Drawing on the insights of earlier cultural theorists such as hooks, this
issue of Signs seeks to forward scholarship produced from a feminist bib-
liography but whose aims and whose complexity cannot be fully read
within the framework of feminist art history or feminist visual theory.
The essays
“New Feminist Theories of Visual Culture” was initially inspired not only
by some of the important critical and artistic work noted above but also
by a conference titled “Intersectional Feminisms,” which was co-organized
by Jennifer Doyle, Amelia Jones, and Molly McGarry and took place in
April 2003 at the University of California, Riverside. This introduction,
furthermore, is also inspired by the dynamic presentations and perfor-
mances given at the “Theorizing Queer Visualities” symposium and
events, which took place in April 2005 at the University of Manchester
in the United Kingdom. Co-organized by Jones and Laura Doan, the
symposium included presentations by Doyle and José Esteban Muñoz and
queer feminist performative engagements by Ron Athey, Juliana Snapper,
and Vaginal Davis.
“Intersectional Feminisms” included presentations by scholars and art-
ists such as Lorraine O’Grady, Nao Bustamante, Inderpal Grewal, Muñoz,
and Shuddhabrata Sengupta with a live performance by the Toxic Titties.
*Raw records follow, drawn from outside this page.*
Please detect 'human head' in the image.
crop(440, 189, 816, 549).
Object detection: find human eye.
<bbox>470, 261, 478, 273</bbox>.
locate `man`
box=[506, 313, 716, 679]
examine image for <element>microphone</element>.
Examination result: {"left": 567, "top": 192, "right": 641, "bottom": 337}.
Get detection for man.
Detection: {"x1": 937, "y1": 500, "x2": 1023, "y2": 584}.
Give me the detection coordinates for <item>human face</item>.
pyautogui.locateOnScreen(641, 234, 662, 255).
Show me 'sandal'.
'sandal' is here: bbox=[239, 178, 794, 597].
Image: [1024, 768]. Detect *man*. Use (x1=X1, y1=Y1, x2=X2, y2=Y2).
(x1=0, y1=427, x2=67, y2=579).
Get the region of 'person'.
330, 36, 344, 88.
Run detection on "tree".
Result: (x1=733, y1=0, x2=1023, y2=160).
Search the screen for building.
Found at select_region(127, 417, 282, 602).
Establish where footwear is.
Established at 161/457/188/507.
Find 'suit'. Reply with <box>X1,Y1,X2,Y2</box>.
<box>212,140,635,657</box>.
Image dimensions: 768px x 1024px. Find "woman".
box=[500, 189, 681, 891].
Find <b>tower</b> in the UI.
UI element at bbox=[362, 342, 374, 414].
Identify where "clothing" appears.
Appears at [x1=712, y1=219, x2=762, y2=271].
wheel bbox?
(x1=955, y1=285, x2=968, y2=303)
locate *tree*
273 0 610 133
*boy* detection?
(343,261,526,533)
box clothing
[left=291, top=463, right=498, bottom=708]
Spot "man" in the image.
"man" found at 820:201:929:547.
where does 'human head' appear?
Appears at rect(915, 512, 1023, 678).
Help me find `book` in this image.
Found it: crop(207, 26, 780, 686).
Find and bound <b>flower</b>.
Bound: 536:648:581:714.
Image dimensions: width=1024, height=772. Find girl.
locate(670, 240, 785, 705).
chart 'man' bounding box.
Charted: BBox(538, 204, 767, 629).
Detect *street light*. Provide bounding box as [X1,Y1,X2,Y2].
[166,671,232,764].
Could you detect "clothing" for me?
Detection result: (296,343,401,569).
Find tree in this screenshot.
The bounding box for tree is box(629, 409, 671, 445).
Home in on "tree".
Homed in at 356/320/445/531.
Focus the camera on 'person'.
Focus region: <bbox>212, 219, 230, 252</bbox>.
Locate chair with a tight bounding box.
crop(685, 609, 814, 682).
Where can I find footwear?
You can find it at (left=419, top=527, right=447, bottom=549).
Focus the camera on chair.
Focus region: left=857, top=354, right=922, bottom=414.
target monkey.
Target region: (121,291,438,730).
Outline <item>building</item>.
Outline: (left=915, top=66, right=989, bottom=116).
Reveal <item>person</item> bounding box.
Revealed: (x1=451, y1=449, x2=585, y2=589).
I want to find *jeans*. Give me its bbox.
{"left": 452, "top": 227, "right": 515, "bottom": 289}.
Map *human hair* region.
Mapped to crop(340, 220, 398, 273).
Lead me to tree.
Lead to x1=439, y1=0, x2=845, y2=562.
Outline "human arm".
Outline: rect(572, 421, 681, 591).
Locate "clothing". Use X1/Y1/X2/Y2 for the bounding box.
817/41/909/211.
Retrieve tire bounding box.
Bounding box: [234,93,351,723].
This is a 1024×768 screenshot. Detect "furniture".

Muñoz’s presentation, substantially revised and expanded, and Sengupta’s
brief polemic are represented here, while the Toxic Titties, a queer feminist
art collective, with primary author Julia Steinmetz, have addressed the
Department of English
University of California, Riverside (Doyle)
References
Bad Object-Choices, ed. 1991. How Do I Look? Queer Film and Video. Seattle:
Bay Press.
Butler, Judith. 1995. “Collected and Fractured: Response to Identities.” In Iden-
tities, ed. Kwame Anthony Appiah and Henry Louis Gates Jr., 439–47. Chicago:
University of Chicago Press.
Crenshaw, Kimberlé. 1992. “Whose Story Is It Anyway? Feminist and Antiracist
Appropriations of Anita Hill.” In Racing Justice, En-gendering Power: Essays
on Anita Hill, Clarence Thomas, and the Construction of Social Reality, ed.
Toni Morrison, 402–40. New York: Pantheon.
———. 1994. “Mapping the Margins: Intersectionality, Identity Politics, and Vi-
olence against Women of Color.” In The Public Nature of Private Violence: The
Discovery of Domestic Abuse, ed. Martha Albertson Fineman and Roxanne My-
kitiuk, 93–118. New York: Routledge.
———. 2004. “Intersectionality: A Tool for Gender and Economic Justice.”
Women’s Rights and Economic Change 9 (August), http://www.awid.org/
publications/primers/intersectionality_en.pdf.
Crimp, Douglas. 1999. “Getting the Warhol We Deserve.” Social Text 59 (Sum-
mer): 49–66.
de Lauretis, Teresa. 1991. “Film and the Visible.” In Bad Object-Choices 1991,
223–64.
hooks, bell. (1992) 2003. “The Oppositional Gaze.” In The Feminism and Visual
Culture Reader, ed. Amelia Jones, 94–105. New York: Routledge.